96 An exception, before Castelli invited Warhol to join his gallery in 1964, was a solo show at Eleanor Ward’s Stable Gallery in November 1962.

97 Apple recalls being introduced to Castelli by Jasper Johns (whom he had met through Robert Indiana). Conversation with the artist, March 2009.

98 Apple’s firsthand contact paid off. In December 1962, several of the bronzes he had produced at the RCA were included in Nuts and Bolts!, a group show at Allan Stone’s gallery at 18 East 82nd Street (11—29 December 1962). Apple was included as Barry [sic] Bates, though by the time the show was launched, he had become Billy Apple.
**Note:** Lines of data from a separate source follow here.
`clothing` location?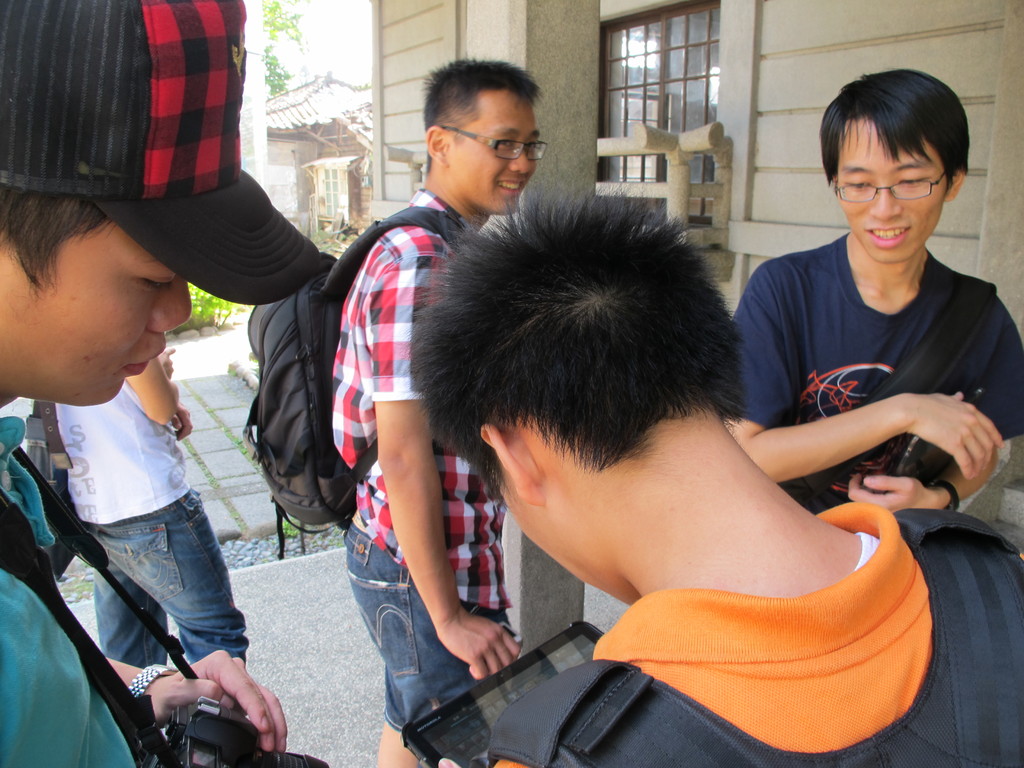
(x1=730, y1=187, x2=1006, y2=568)
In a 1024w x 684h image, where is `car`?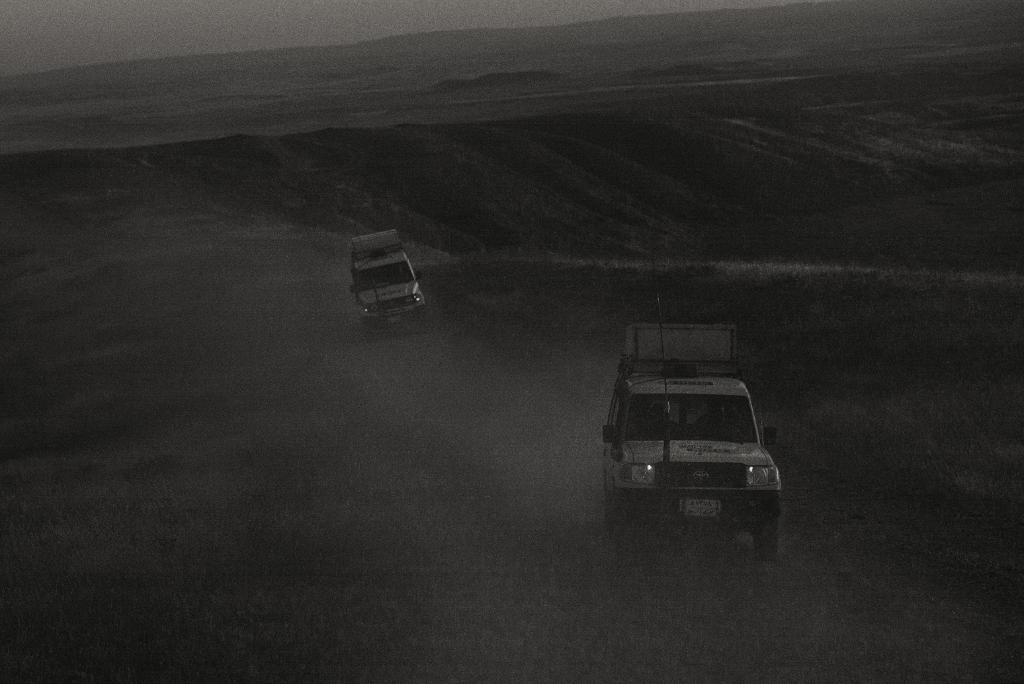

Other artists in the exhibition were Steve Antonakos, Bruce Breland, George Deem, Irwin Fleminger, Wayne Nowack, Gerd Stern and Helen Stoller.

99 It was here that Ken Russell shot the wild party with which Pop Goes the Easel — his experimental documentary about British pop art — ended. Screened on BBC television in 1962, this followed four young artists — Pauline Boty, Peter Blake, Derek Boshier and Peter Phillips (all from the RCA) — as they worked and played in London’s streets, studios, shops and bars, effectively capturing them as freewheeling contemporary flâneurs.

100 Apples were one of New Zealand’s primary exports to the UK at this time and to secure its hold in this market the New Zealand Apple & Pear Marketing Board made New Zealand’s first television commercial. This was a series of three short animations made by Goldberg Advertising and produced by Morrow Productions; with a catchy tune featuring the line ’Fresh up with an apple’, they showed a young man cheered up and made well by grabbing and eating an apple, or posing with one on his head that is speared by an arrow. This was screened on British television c. 1960. See https://www.ngataonga.org.nz/set/ item/40, accessed July 2019.

101 Conversations with the artist and Jeanne Macaskill, c. 2010.

102 A comparison between Freeman’s photographs of Apple and his first cover for The Beatles, With The Beatles (1963), is instructive. Both feature close-up head shots of their subjects that focus on their distinctive facial features. There is also a striking resemblance to Freeman’s back- view head shot of the Soviet leader Nikita Khrushchev taken on a visit to Moscow in late 1962 for a story that was published in the Sunday Times Magazine (Apple has kept the page from the magazine, which is stored in the artist’s archive).